Socially-centered P2P vs. business-centered P2P

I recently had the opportunity to meet with Ross Dawson, author of the book Living Networks, as well as his charming and very smart wife, while they were passing through Chiang Mai on a holiday. He also recently commented on our conversation.

Ross has a very interesting blog, monitoring P2P developments, but seen from a more business-oriented perspective. His blog is largely written to a potential audience of business managers, who may be thinking of introducing participative processes into their operations.

How does my own vision of a P2P-centered world compare to a vision where P2P is integrated into existing businesses?
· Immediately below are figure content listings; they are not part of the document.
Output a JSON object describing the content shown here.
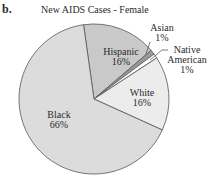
{
  "panel_label": "b.",
  "chart_data": {
    "type": "pie",
    "title": "New AIDS Cases - Female",
    "slices": [
      {
        "label": "Hispanic",
        "value": 16,
        "display": "16%",
        "color": "#c9c9c9"
      },
      {
        "label": "Asian",
        "value": 1,
        "display": "1%",
        "color": "#9a9a9a"
      },
      {
        "label": "Native American",
        "value": 1,
        "display": "1%",
        "color": "#ffffff"
      },
      {
        "label": "White",
        "value": 16,
        "display": "16%",
        "color": "#ececec"
      },
      {
        "label": "Black",
        "value": 66,
        "display": "66%",
        "color": "#dcdcdc"
      }
    ],
    "start_angle_deg": -8,
    "direction": "clockwise"
  },
  "labels": {
    "hispanic": {
      "name": "Hispanic",
      "pct": "16%"
    },
    "asian": {
      "name": "Asian",
      "pct": "1%"
    },
    "native_line1": "Native",
    "native_line2": "American",
    "native_pct": "1%",
    "white": {
      "name": "White",
      "pct": "16%"
    },
    "black": {
      "name": "Black",
      "pct": "66%"
    }
  }
}
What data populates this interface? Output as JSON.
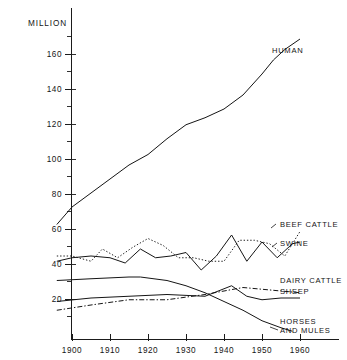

In the blog entry on quarternary economics, I indicate that it is my conviction, that P2P is becoming the core organizing principle of our society. This means that at the center, the core of this society, there will be the set of

processes, the ones that are developing now, but will greatly increase in strength in the next decades. Next to the digital commons, we will have to evolve to a steady state economics, where we do no longer take more from the natural world, that its ability to regenerate itself. Such physical commons will probably be managed through trusts, which differ from corporations in that they have to preserve the capital for future generations, who become virtual partners in the management of a trust, as well as taking into account the interests of non-human life forms on which we depend for our survival. Peter Barnes is an excellent author on this topic.

Corporations and the market(s) will continue to exist, but will be in-formed and reformed by the P2P principle, and in line with steady state economics, will have to take into account natural and social externalities in their management. As an example of a P2P-informed market practice, take the emerging fair trade process. In fair trade, the market is not just left to a naked balance of power, but the intermediary negotiates with the producers, so as to know what they needs are in terms of a decent social reproduction of their life; these demands are then compared to what the market can bear. In the end, the consumer pays a little more, the intermediary makes a little less, but the producer makes substantially more. In such an environment we can see that the market evolves to a partnership model, rather than remain a pure exploitation model based on power relations. We will many more of such mixed scenarios in the future, with older models being informed and reformed by P2P.

In this scenario, it is entire likely that the more far-sighted corporations will seek to adapt to the age of participation, seek to profit from the current environment of diffuse innovation, and develop new ‘edge competencies” rather than “core competencies” in how to deal with these new prosumers. A variety of relationships will evolve. On the one pole will be the purely manipulative endeavours, with the corporation trying to use participation for its own benefit, while still staying within the mindset of short-term profit; on the other pole of the spectrum will be bottom-up socially-originated commerce, with companies building an ecology of services around it. And there will be many varieties in between.

This to my mind then is the area that is covered, and thought about by Ross Dawson in his thoughtful blog.